Among the things most car buyers examine when they buy a new car are price, reliability, fuel range, MPG, and horsepower (hp). Some people want fast cars. They look at engine size, performance, and how fast a car travels from zero to 60 miles per hour, which is usually the speed yardstick. A fast car can travel from zero to 60 in five seconds. An extremely fast one covers the same ground in under three seconds. Based on these speed metrics, some cars are remarkably slow. The slowest one in America is the Mitsubishi Mirage, which takes 12.1 seconds to make the short trip.

According to CarHP, the Mirage has a 1.4 liter, 3 IH. That means it has an engine with three cylinders in one line. The engine puts out 78 hp. It is rare to see a car that is under 100. According to CarHP, the Mirage did not come with an automatic transmission. Rather, it has a five-speed, manual transmission. Its top speed is 102 mph. Many American cars top out at 120 or even higher.

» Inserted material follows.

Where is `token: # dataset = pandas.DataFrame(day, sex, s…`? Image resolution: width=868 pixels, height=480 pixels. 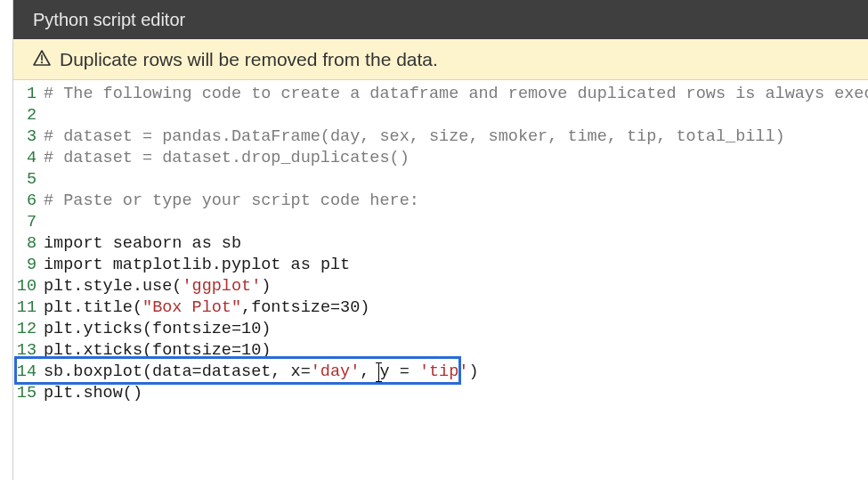
token: # dataset = pandas.DataFrame(day, sex, s… is located at coordinates (415, 137).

Mitsubishi Motors does not sell many cars in the US. Last year, the total was 85,810 vehicles, down from 102,037 in 2021. Mitsubishi sold 15,816 Mirage units, down from 22,741 the year before. These are the best-selling cars in America.

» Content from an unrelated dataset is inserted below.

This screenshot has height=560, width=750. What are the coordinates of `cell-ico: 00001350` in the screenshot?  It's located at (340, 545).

The Mirage is priced under $18,000, less than half what most new cars sell for. It has a 10-year warranty, which is unusually long. Mitsubishi recently replaced the five-speed manual transmission with a much more common automatic.

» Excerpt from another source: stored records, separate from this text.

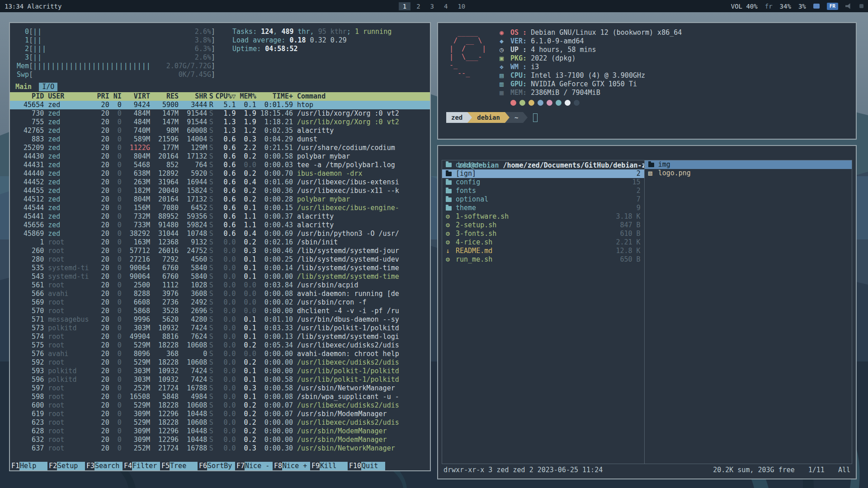  I want to click on process-row-260: 260root200577122601624752S0.00.30:00.46/…, so click(220, 251).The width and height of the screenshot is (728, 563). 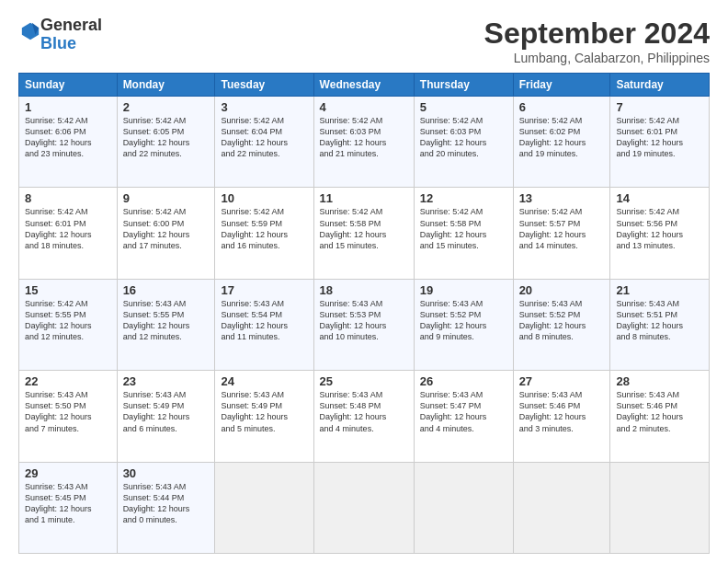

The Mirage tends to get poor reviews. Car and Driver gives it a grade of 2.5 out of 5. Its reviewers write, “Interior furnishings reflective of the price, is that an engine or are those gerbils under the hood?”

The Mirage is slow but a good way to save money on the price and great gas mileage.

Photo of Douglas A. McIntyre
About the Author Douglas A. McIntyre →

Douglas A. McIntyre is the co-founder, chief executive officer and editor in chief of 24/7 Wall St. and 24/7 Tempo. He has held these jobs since 2006.

McIntyre has written thousands of articles for 24/7 Wall St. He is an expert on corporate finance, the automotive industry, media companies and international finance. He has edited articles on national demographics, sports, personal income and travel.

His work has been quoted or mentioned in The New York Times, The Wall Street Journal, Los Angeles Times, The Washington Post, NBC News, Time, The New Yorker, HuffPost USA Today, Business Insider, Yahoo, AOL, MarketWatch, The Atlantic, Bloomberg, New York Post, Chicago Tribune, Forbes, The Guardian and many other major publications. McIntyre has been a guest on CNBC, the BBC and television and radio stations across the country.

A magna cum laude graduate of Harvard College, McIntyre also was president of The Harvard Advocate. Founded in 1866, the Advocate is the oldest college publication in the United States.

TheStreet.com, Comps.com and Edgar Online are some of the public companies for which McIntyre served on the board of directors. He was a Vicinity Corporation board member when the company was sold to Microsoft in 2002. He served on the audit committees of some of these companies.

McIntyre has been the CEO of FutureSource, a provider of trading terminals and news to commodities and futures traders. He was president of Switchboard, the online phone directory company. He served as chairman and CEO of On2 Technologies, the video compression company that provided video compression software for Adobe’s Flash. Google bought On2 in 2009.